8 Ibrahim, Sonallah, and Ribière, Jean Pierre. Cairo from Edge to Edge. Cairo: American University in Cairo Press, 1998.

9 Nayouf, Nizār. "Ila sukān al-maqāhi wa-l-bārāt". al-Hadaf. Beirut, September 1980.

10 Zaheer, Sajjad. "Homage to Vietnam". Lotus, Cairo, October 1971.

11 Ziadeh, Rafeef and Marzagora, Sara. "Teaching Lotus". Revolutionary Papers. September 2023. https://revolutionarypapers.org/teaching-tool/teaching-lotus/

12 Nasser, Kamal. Al-Nidāʾ (header, newspaper). New York and New Jersey, May 1973.

13 Israel's Silent War (pamphlet). Arab Information Center: New York, October 1973.

14 Nidāʾ tadāmunī maʿ al-ṣaḥāfa al-filasṭīnīya fī al-arḍ al-muḥtalla. al-Hadaf. Beirut, August 1983.

15 Al-Sherāʿ. Al-Sharq Al-Arabiya Press: Jerusalem, September 1982.

16 "Sanunādil bi kāfat al-asliḥa l-iskāt al-niẓām al-khāʾin". al-Hadaf. Beirut, March 1980.

17 The "Energy Crisis" and the REAL Cri$i$ Behind It! United Front Press: San Francisco, 1974.

18 Al-ʿāmil al-tūnsī. No. 9. Tunis, February 1971.

19 Abdallah, Nassar. Galerie 68. Cairo, February 1969.
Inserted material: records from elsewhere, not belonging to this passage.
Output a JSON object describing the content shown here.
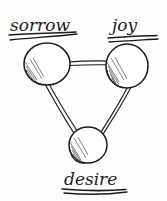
{
  "diagram": {
    "background_color": "#fefefe",
    "ink_color": "#1c1c1c",
    "shading_color": "#555555",
    "nodes": [
      {
        "id": "sorrow",
        "label": "sorrow",
        "label_underlined": true,
        "underline_count": 2,
        "cx": 47,
        "cy": 64,
        "rx": 23,
        "ry": 21,
        "shading": "hatched-lower-left",
        "label_x": 10,
        "label_y": 31
      },
      {
        "id": "joy",
        "label": "joy",
        "label_underlined": true,
        "underline_count": 2,
        "cx": 127,
        "cy": 66,
        "rx": 21,
        "ry": 22,
        "shading": "hatched-lower-left",
        "label_x": 110,
        "label_y": 31
      },
      {
        "id": "desire",
        "label": "desire",
        "label_underlined": true,
        "underline_count": 2,
        "cx": 88,
        "cy": 145,
        "rx": 19,
        "ry": 18,
        "shading": "hatched-lower-left",
        "label_x": 63,
        "label_y": 186
      }
    ],
    "edges": [
      {
        "id": "sorrow-joy",
        "from": "sorrow",
        "to": "joy",
        "style": "double-stroke"
      },
      {
        "id": "sorrow-desire",
        "from": "sorrow",
        "to": "desire",
        "style": "double-stroke"
      },
      {
        "id": "joy-desire",
        "from": "joy",
        "to": "desire",
        "style": "double-stroke"
      }
    ]
  }
}
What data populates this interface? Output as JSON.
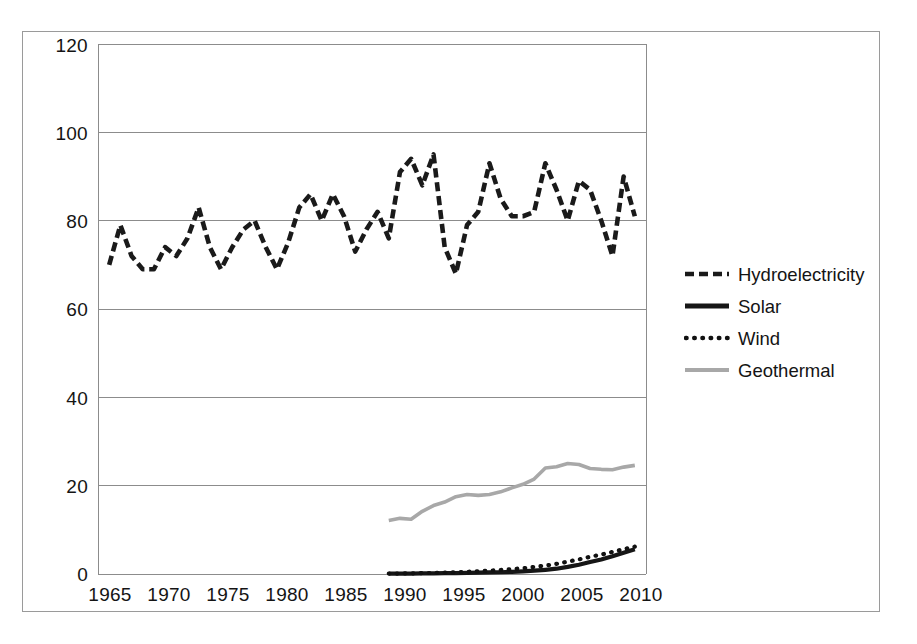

20 Ibrahim, Sonallah. "Rejection Speech, Cairo Arab Creative Writing Forum Award." October 2003. English transcript published on Angry Arab News (blog), posted by As'ad AbuKhalil, 2003. https://angryarab.blogspot.com/2003/10/


About the Writer

Ahmed Morsi works across architecture, exhibitions, writing, publishing, and video. He orbits real estate development, preservation, dissident cultural production, and the arts infrastructures that mediate between them. In 2021, he co-founded Dataland Publications in Cairo, through which he has commissioned and edited material on underutilized buildings — questioning the terms on which buildings are deemed worth preserving, and what they get turned into. He completed a graduate degree in architectural history and preservation, followed by postgraduate curatorial studies at Zurich University of the Arts (ZHdK) and a fellowship at Fondazione Prada in Milan, where he went on to join the curatorial team for a year. He keeps ties to Cairo and New York.

Nour Daher

Nour Daher is a research and media curator at afikra and teaches fashion at Creative Space Beirut. As an artist, she works with printmaking, textiles, and poetry to explore how memory and spirituality inhabit the material world, tracing the politics of land and rituals of resistance.